Architecture and Data Model

HEPMC models events as a directed acyclic graph of vertices and particles. Each vertex connects incoming and outgoing particles, mirroring interaction points used in theoretical descriptions found in works by Feynman and implemented in generator frameworks like MadGraph5_aMC@NLO and CompHEP. Particle objects carry PDG identifiers standardized by the Particle Data Group, four-momenta consistent with conventions used in PDG (Particle Data Group) listings, status codes aligned with generators such as Pythia and Herwig, and optional attributes for polarization, color flow, and event weights. The event container stores run-level metadata including generator settings, cross-sections, and random-seed provenance used by services like GRIDPP and middleware developed in Worldwide LHC Computing Grid collaborations. The design allows serialization to multiple file formats and conversion to analysis-ready structures for frameworks like ROOT and validation tools such as Rivet.
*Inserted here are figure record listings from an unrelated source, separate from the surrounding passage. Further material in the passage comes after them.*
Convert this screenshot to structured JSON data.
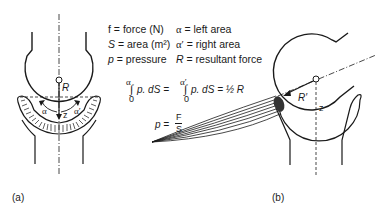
{
  "legend": {
    "rows": [
      {
        "left_sym": "f",
        "left_def": "= force (N)",
        "right_sym": "α",
        "right_def": "= left area"
      },
      {
        "left_sym": "S",
        "left_def": "= area (m²)",
        "right_sym": "α′",
        "right_def": "= right area"
      },
      {
        "left_sym": "p",
        "left_def": "= pressure",
        "right_sym": "R",
        "right_def": "= resultant force"
      }
    ]
  },
  "equations": {
    "integral_1_upper": "α",
    "integral_1_lower": "0",
    "integral_1_body": "p. dS =",
    "integral_2_upper": "α′",
    "integral_2_lower": "0",
    "integral_2_body": "p. dS = ½ R",
    "pressure_lhs": "p =",
    "pressure_num": "F",
    "pressure_den": "S"
  },
  "diagram_a": {
    "caption": "(a)",
    "label_R": "R",
    "label_z": "z",
    "label_alpha": "α",
    "label_alpha_prime": "α′"
  },
  "diagram_b": {
    "caption": "(b)",
    "label_R": "R′",
    "label_z": "z"
  },
  "colors": {
    "ink": "#1a1a1a",
    "background": "#ffffff"
  }
}
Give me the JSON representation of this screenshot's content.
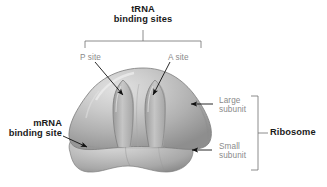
{
  "figure": {
    "width": 327,
    "height": 187,
    "background_color": "#ffffff"
  },
  "labels": {
    "trna_binding_sites": "tRNA\nbinding sites",
    "p_site": "P site",
    "a_site": "A site",
    "large_subunit": "Large\nsubunit",
    "small_subunit": "Small\nsubunit",
    "ribosome": "Ribosome",
    "mrna_binding_site": "mRNA\nbinding site"
  },
  "colors": {
    "bold_text": "#1a1a1a",
    "gray_text": "#8a8a8a",
    "leader_line": "#6e6e6e",
    "bracket": "#6e6e6e",
    "arrow": "#111111",
    "large_subunit_light": "#d8d8d8",
    "large_subunit_mid": "#b4b4b4",
    "large_subunit_dark": "#8d8d8d",
    "small_subunit_light": "#cfcfcf",
    "small_subunit_mid": "#b0b0b0",
    "small_subunit_dark": "#8a8a8a"
  },
  "parts": [
    {
      "name": "large-subunit",
      "label": "Large subunit"
    },
    {
      "name": "small-subunit",
      "label": "Small subunit"
    },
    {
      "name": "p-site-groove",
      "label": "P site"
    },
    {
      "name": "a-site-groove",
      "label": "A site"
    },
    {
      "name": "mrna-binding-site",
      "label": "mRNA binding site"
    }
  ],
  "brackets": [
    {
      "name": "trna-bracket",
      "orientation": "horizontal",
      "label": "tRNA binding sites"
    },
    {
      "name": "ribosome-bracket",
      "orientation": "vertical",
      "label": "Ribosome"
    }
  ]
}
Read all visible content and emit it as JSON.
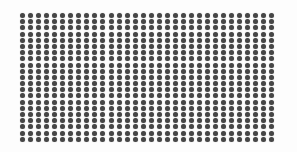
{
  "image": {
    "width": 297,
    "height": 152,
    "background": "#fdfdfd",
    "description": "Regular grid of dark gray circular dots"
  },
  "dot_grid": {
    "columns": 32,
    "rows": 21,
    "origin_x": 20,
    "origin_y": 13,
    "pitch_x": 8.05,
    "pitch_y": 6.2,
    "dot_diameter": 5,
    "dot_color": "#464646"
  }
}
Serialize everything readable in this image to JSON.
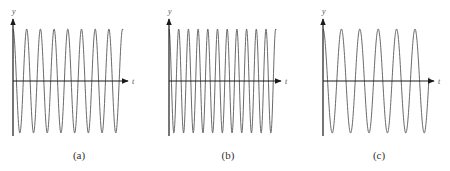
{
  "figure": {
    "panels": [
      {
        "id": "a",
        "caption": "(a)",
        "y_label": "y",
        "x_label": "t",
        "origin": [
          13,
          81
        ],
        "y_axis_top": 19,
        "y_axis_bottom": 136,
        "x_axis_end": 128,
        "amplitude": 52,
        "period_px": 13.7,
        "phase": "cos",
        "t_end": 123,
        "caption_pos": [
          79,
          159
        ]
      },
      {
        "id": "b",
        "caption": "(b)",
        "y_label": "y",
        "x_label": "t",
        "origin": [
          169,
          81
        ],
        "y_axis_top": 19,
        "y_axis_bottom": 136,
        "x_axis_end": 281,
        "amplitude": 52,
        "period_px": 9.7,
        "phase": "cos",
        "t_end": 276,
        "caption_pos": [
          228,
          159
        ]
      },
      {
        "id": "c",
        "caption": "(c)",
        "y_label": "y",
        "x_label": "t",
        "origin": [
          323,
          81
        ],
        "y_axis_top": 19,
        "y_axis_bottom": 136,
        "x_axis_end": 434,
        "amplitude": 52,
        "period_px": 18.4,
        "phase": "cos",
        "t_end": 429,
        "caption_pos": [
          379,
          159
        ]
      }
    ]
  },
  "chart_data": [
    {
      "type": "line",
      "title": "(a)",
      "xlabel": "t",
      "ylabel": "y",
      "series": [
        {
          "name": "y = A cos(ωt)",
          "cycles_visible": 8.4,
          "relative_frequency": "medium"
        }
      ],
      "grid": false
    },
    {
      "type": "line",
      "title": "(b)",
      "xlabel": "t",
      "ylabel": "y",
      "series": [
        {
          "name": "y = A cos(ωt)",
          "cycles_visible": 11.3,
          "relative_frequency": "high"
        }
      ],
      "grid": false
    },
    {
      "type": "line",
      "title": "(c)",
      "xlabel": "t",
      "ylabel": "y",
      "series": [
        {
          "name": "y = A cos(ωt)",
          "cycles_visible": 5.8,
          "relative_frequency": "low"
        }
      ],
      "grid": false
    }
  ]
}
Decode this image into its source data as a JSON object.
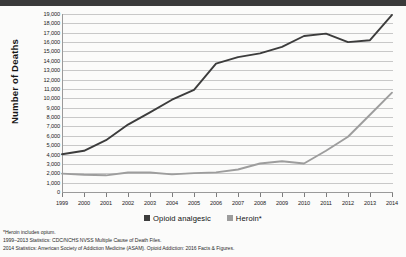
{
  "chart_data": {
    "type": "line",
    "title": "",
    "xlabel": "",
    "ylabel": "Number of Deaths",
    "ylim": [
      0,
      19000
    ],
    "ytick_step": 1000,
    "grid": true,
    "legend_position": "bottom-center",
    "categories": [
      1999,
      2000,
      2001,
      2002,
      2003,
      2004,
      2005,
      2006,
      2007,
      2008,
      2009,
      2010,
      2011,
      2012,
      2013,
      2014
    ],
    "x_tick_labels": [
      "1999",
      "2000",
      "2001",
      "2002",
      "2003",
      "2004",
      "2005",
      "2006",
      "2007",
      "2008",
      "2009",
      "2010",
      "2011",
      "2012",
      "2013",
      "2014"
    ],
    "y_tick_labels": [
      "0",
      "1,000",
      "2,000",
      "3,000",
      "4,000",
      "5,000",
      "6,000",
      "7,000",
      "8,000",
      "9,000",
      "10,000",
      "11,000",
      "12,000",
      "13,000",
      "14,000",
      "15,000",
      "16,000",
      "17,000",
      "18,000",
      "19,000"
    ],
    "series": [
      {
        "name": "Opioid analgesic",
        "color": "#3c3c3c",
        "values": [
          4030,
          4400,
          5530,
          7200,
          8500,
          9850,
          10900,
          13700,
          14400,
          14800,
          15500,
          16650,
          16900,
          16000,
          16200,
          18900
        ]
      },
      {
        "name": "Heroin*",
        "color": "#9d9d9d",
        "values": [
          1960,
          1840,
          1780,
          2080,
          2080,
          1880,
          2010,
          2090,
          2400,
          3040,
          3280,
          3040,
          4400,
          5900,
          8250,
          10600
        ]
      }
    ]
  },
  "legend": {
    "items": [
      {
        "label": "Opioid analgesic",
        "color": "#3c3c3c"
      },
      {
        "label": "Heroin*",
        "color": "#9d9d9d"
      }
    ]
  },
  "footnotes": [
    "*Heroin includes opium.",
    "1999–2013 Statistics: CDC/NCHS NVSS Multiple Cause of Death Files.",
    "2014 Statistics: American Society of Addiction Medicine (ASAM). Opioid Addiction: 2016 Facts & Figures."
  ]
}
File Formats and Interfaces

HEPMC historically provided ASCII and binary persistent representations; modern iterations emphasize compactness and interoperability with formats like ROOT trees and HDF5-backed pipelines used in projects at CERN and large experiments. Interfaces exist for direct integration with generators including Pythia, Herwig, Sherpa, MadGraph5_aMC@NLO, and Powheg Box via adapter layers. Bindings and converters facilitate transformation between HEPMC and older standards used by experiments such as CDF and D0, as well as interoperability with detector simulation toolkits like Geant4 and analysis environments at ATLAS (experiment) and CMS (experiment). Event weight handling supports schemes used in precision computations from collaborations like NNPDF and tools such as MCFM.

Usage and Applications

HEPMC underpins workflows across phenomenology, detector simulation, and experimental analysis. The format is used to pass events from generator suites like Pythia, Herwig, and Sherpa into detector simulators such as Geant4 and full reconstruction chains in ATLAS (experiment) and CMS (experiment). It is central to validation work with tools like Rivet and comparisons against results archived at HEPData. Phenomenologists employ HEPMC for studies with matrix-element generators including MadGraph5_aMC@NLO, CalcHEP, and CompHEP, and to feed parton distribution function fits referencing datasets from NNPDF and CTEQ. HEPMC records are also used in outreach and education via event displays and visualization tools developed in communities around CERN and national laboratories like Fermilab.

Tools and Ecosystem

A broad ecosystem surrounds HEPMC: converters and utilities hosted on platforms such as HepForge and integrated into continuous-integration pipelines at CERN; analysis adapters with ROOT and plotting tools used by ATLAS (experiment) and CMS (experiment); validation suites like Rivet and generator interface projects maintained by collaborations including the LHCb Collaboration and ALICE (A Large Ion Collider Experiment). Bindings and wrappers exist for scripting environments popular in the community, and packaging is provided by distributions and package managers used at CERN and national computing centers. Community governance and development follow collaborative models similar to other HEP infrastructure projects like Geant4 and ROOT.